Rehospitalizations are miserable for patients, and a huge cost — more than $17 billion a year in avoidable Medicare bills alone — for a nation struggling with the price of health care.
Make no mistake, not all readmissions are preventable. But many are, if patients are given the right information and outpatient support.
The new Dartmouth Atlas evaluated Medicare records for 2008 to 2010, the latest publicly available data, to check progress just before Medicare cracked down. In October, the government began fining more than 2,000 hospitals where too many patients with heart failure, pneumonia or a heart attack had to be readmitted in recent years.
"Change is hard and comes slowly," said Dartmouth's Dr. David Goodman, who led the work.
Of seniors hospitalized for nonsurgical reasons, 15.9% were readmitted within a month in 2010, barely budging from 16.2% in 2008. Surgery readmissions aren't quite as frequent — 12.4% in 2010, compared with 12.7% in 2008. That's probably because the surgeon tends to provide some follow-up care.
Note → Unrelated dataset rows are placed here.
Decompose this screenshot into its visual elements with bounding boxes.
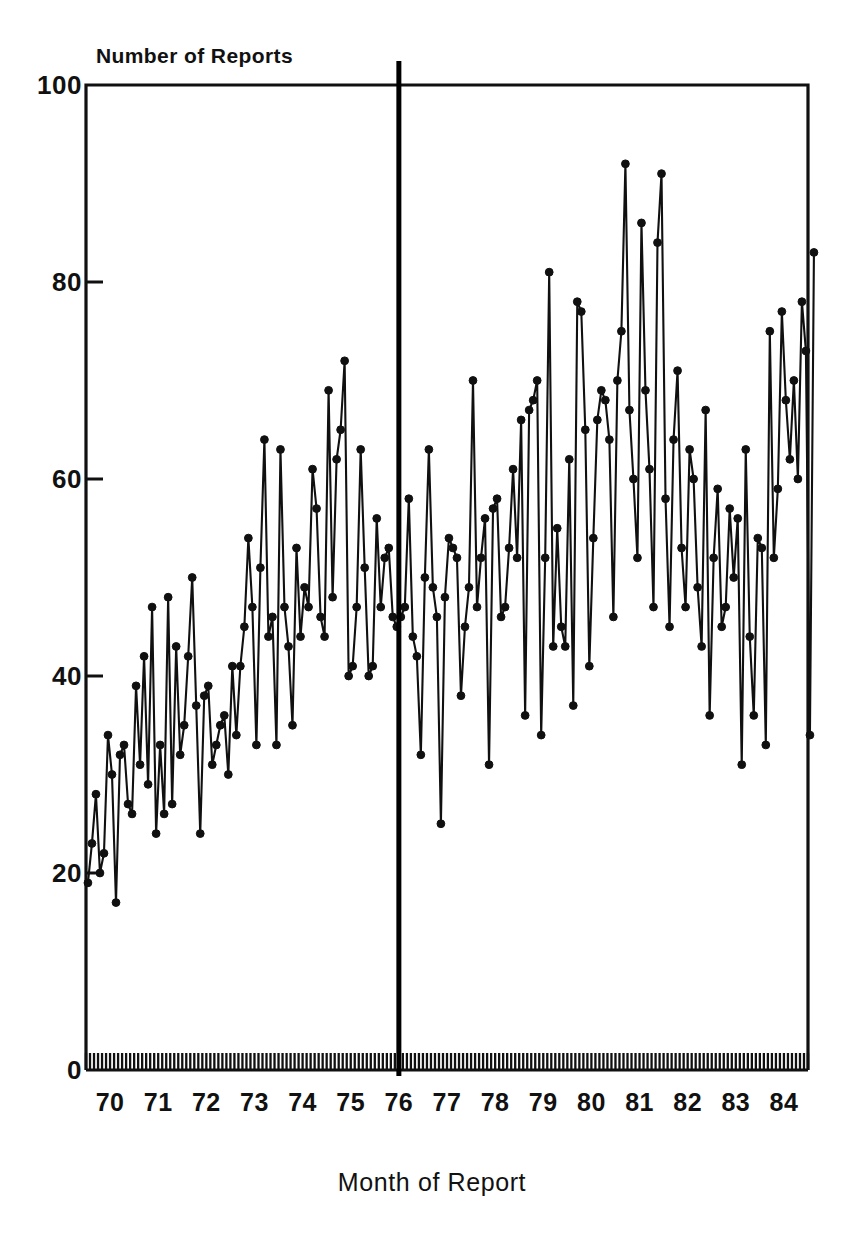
data-point-marker — [413, 652, 421, 660]
data-point-marker — [738, 761, 746, 769]
data-point-marker — [597, 386, 605, 394]
data-point-marker — [694, 583, 702, 591]
data-point-marker — [533, 377, 541, 385]
data-point-marker — [265, 633, 273, 641]
data-point-marker — [273, 741, 281, 749]
data-point-marker — [172, 643, 180, 651]
data-point-marker — [429, 583, 437, 591]
data-point-marker — [714, 485, 722, 493]
data-point-marker — [521, 712, 529, 720]
data-point-marker — [269, 613, 277, 621]
data-point-marker — [662, 495, 670, 503]
data-point-marker — [433, 613, 441, 621]
data-point-marker — [164, 593, 172, 601]
data-point-marker — [770, 554, 778, 562]
data-point-marker — [686, 446, 694, 454]
data-point-marker — [409, 633, 417, 641]
data-point-marker — [618, 327, 626, 335]
data-point-marker — [361, 564, 369, 572]
data-point-marker — [626, 406, 634, 414]
data-point-marker — [333, 455, 341, 463]
data-point-marker — [353, 603, 361, 611]
data-point-marker — [750, 712, 758, 720]
data-point-marker — [545, 268, 553, 276]
data-point-marker — [457, 692, 465, 700]
data-point-marker — [309, 465, 317, 473]
data-point-marker — [505, 544, 513, 552]
data-point-marker — [634, 554, 642, 562]
data-point-marker — [128, 810, 136, 818]
data-point-marker — [425, 446, 433, 454]
data-point-marker — [204, 682, 212, 690]
data-point-marker — [441, 593, 449, 601]
data-point-marker — [136, 761, 144, 769]
x-axis-minor-ticks — [86, 1053, 808, 1070]
data-point-marker — [116, 751, 124, 759]
data-point-marker — [216, 721, 224, 729]
data-point-marker — [92, 790, 100, 798]
data-point-marker — [421, 574, 429, 582]
data-point-marker — [525, 406, 533, 414]
data-point-marker — [108, 771, 116, 779]
data-point-marker — [248, 603, 256, 611]
data-point-marker — [257, 564, 265, 572]
data-point-marker — [317, 613, 325, 621]
data-point-marker — [601, 396, 609, 404]
y-axis-ticks — [86, 282, 103, 873]
data-point-marker — [144, 780, 152, 788]
data-point-marker — [549, 643, 557, 651]
data-point-marker — [646, 465, 654, 473]
data-point-marker — [329, 593, 337, 601]
data-point-marker — [365, 672, 373, 680]
data-point-marker — [786, 455, 794, 463]
data-point-marker — [228, 662, 236, 670]
data-point-marker — [184, 652, 192, 660]
data-point-marker — [357, 446, 365, 454]
data-point-marker — [509, 465, 517, 473]
data-point-marker — [722, 603, 730, 611]
data-point-marker — [124, 800, 132, 808]
data-point-marker — [289, 721, 297, 729]
data-point-marker — [766, 327, 774, 335]
data-point-marker — [630, 475, 638, 483]
data-point-marker — [381, 554, 389, 562]
data-point-marker — [313, 505, 321, 513]
data-point-marker — [557, 623, 565, 631]
data-point-marker — [802, 347, 810, 355]
data-point-marker — [208, 761, 216, 769]
data-point-marker — [577, 308, 585, 316]
data-point-marker — [613, 377, 621, 385]
data-point-marker — [553, 524, 561, 532]
data-point-marker — [473, 603, 481, 611]
data-point-marker — [674, 367, 682, 375]
data-point-marker — [120, 741, 128, 749]
data-point-marker — [112, 899, 120, 907]
data-point-marker — [100, 849, 108, 857]
data-point-marker — [240, 623, 248, 631]
data-point-marker — [369, 662, 377, 670]
data-point-marker — [658, 170, 666, 178]
data-point-marker — [650, 603, 658, 611]
data-point-marker — [341, 357, 349, 365]
data-point-marker — [349, 662, 357, 670]
data-point-marker — [774, 485, 782, 493]
data-point-marker — [297, 633, 305, 641]
data-point-marker — [565, 455, 573, 463]
data-point-marker — [666, 623, 674, 631]
chart-figure: Number of Reports 020406080100 707172737… — [0, 0, 864, 1250]
data-point-marker — [465, 583, 473, 591]
data-point-marker — [754, 534, 762, 542]
data-point-marker — [104, 731, 112, 739]
data-point-marker — [790, 377, 798, 385]
data-point-marker — [782, 396, 790, 404]
data-point-marker — [180, 721, 188, 729]
data-point-marker — [321, 633, 329, 641]
data-point-marker — [176, 751, 184, 759]
data-point-marker — [401, 603, 409, 611]
data-point-marker — [252, 741, 260, 749]
data-point-marker — [581, 426, 589, 434]
data-point-marker — [84, 879, 92, 887]
data-point-marker — [277, 446, 285, 454]
data-point-marker — [678, 544, 686, 552]
data-point-marker — [642, 386, 650, 394]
Medicare's Blum told the AP that the government is closely tracking more recent, unpublished claims data that show readmissions are starting to drop. He wouldn't say by how much or whether that means fewer hospitals will face penalties next year when the maximum fines are scheduled to rise.
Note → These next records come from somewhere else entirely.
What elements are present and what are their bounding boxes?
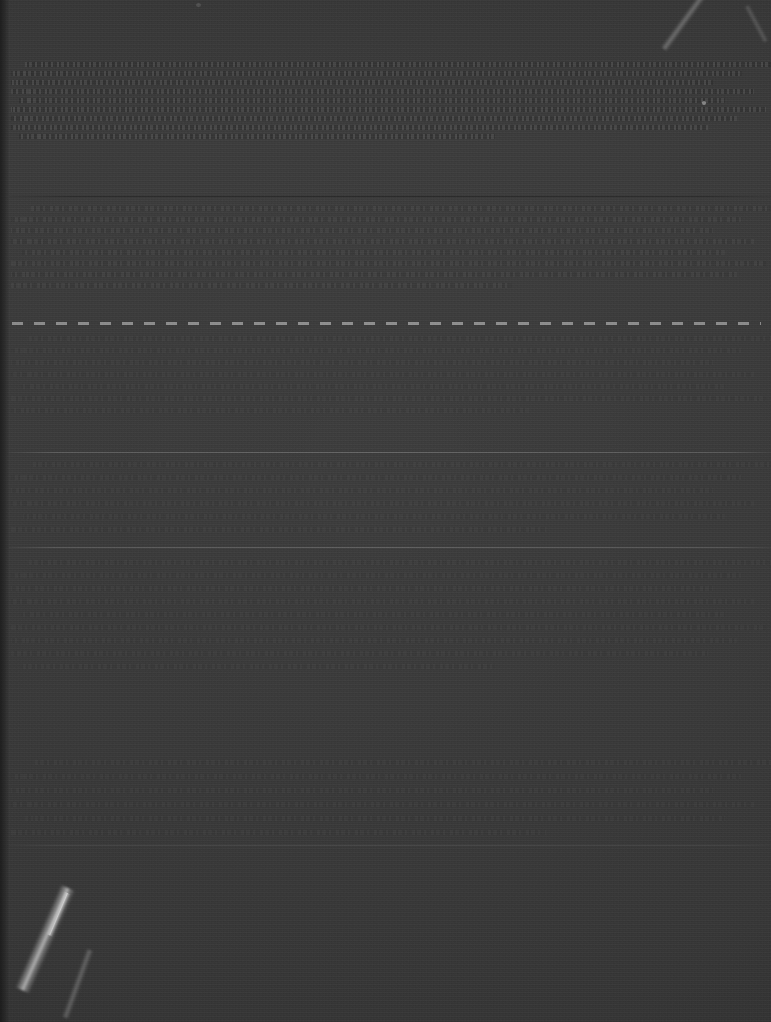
dashed-separator: [12, 322, 761, 325]
lower-mid-rule: [9, 547, 771, 548]
paper-background: [0, 0, 771, 1022]
mid-rule: [9, 452, 771, 453]
lower-rule: [9, 845, 771, 846]
scanned-document-page: [0, 0, 771, 1022]
upper-rule: [9, 196, 771, 197]
page-border-left: [0, 0, 9, 1022]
But by combining the penalties with other programs aimed at improving these transitions in care, "we have now changed the conversation," Blum said. "Two years ago, the response was, 'This is impossible.' Now it's, 'OK, let's figure out what works.'"
Hence interest in the geographic variation.
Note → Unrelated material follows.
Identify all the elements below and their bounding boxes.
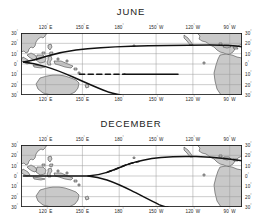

Some 18% of nonsurgical patients, the highest rate, are readmitted within a month in the New York City borough of the Bronx. Rates are nearly that high in Detroit, Lexington, Ky., and Worcester, Mass.
Yet the readmission rate in Ogden, Utah, is just 11.4%. Half a dozen other areas — including Salt Lake City, Muskegon, Mich., and Bloomington, Ill. — keep those rates below 13%.
For surgical patients, Bend, Ore., gets readmissions down to 7.6%.
Some studies suggest part of the variation is because certain hospitals care for sicker or poorer patients, especially in big cities. Yet Minneapolis, for example, has readmission rates just below the national average. Goodman said whether local doctors' stress outpatient care over hospitalization, and how many hospital beds an area has play big roles, too.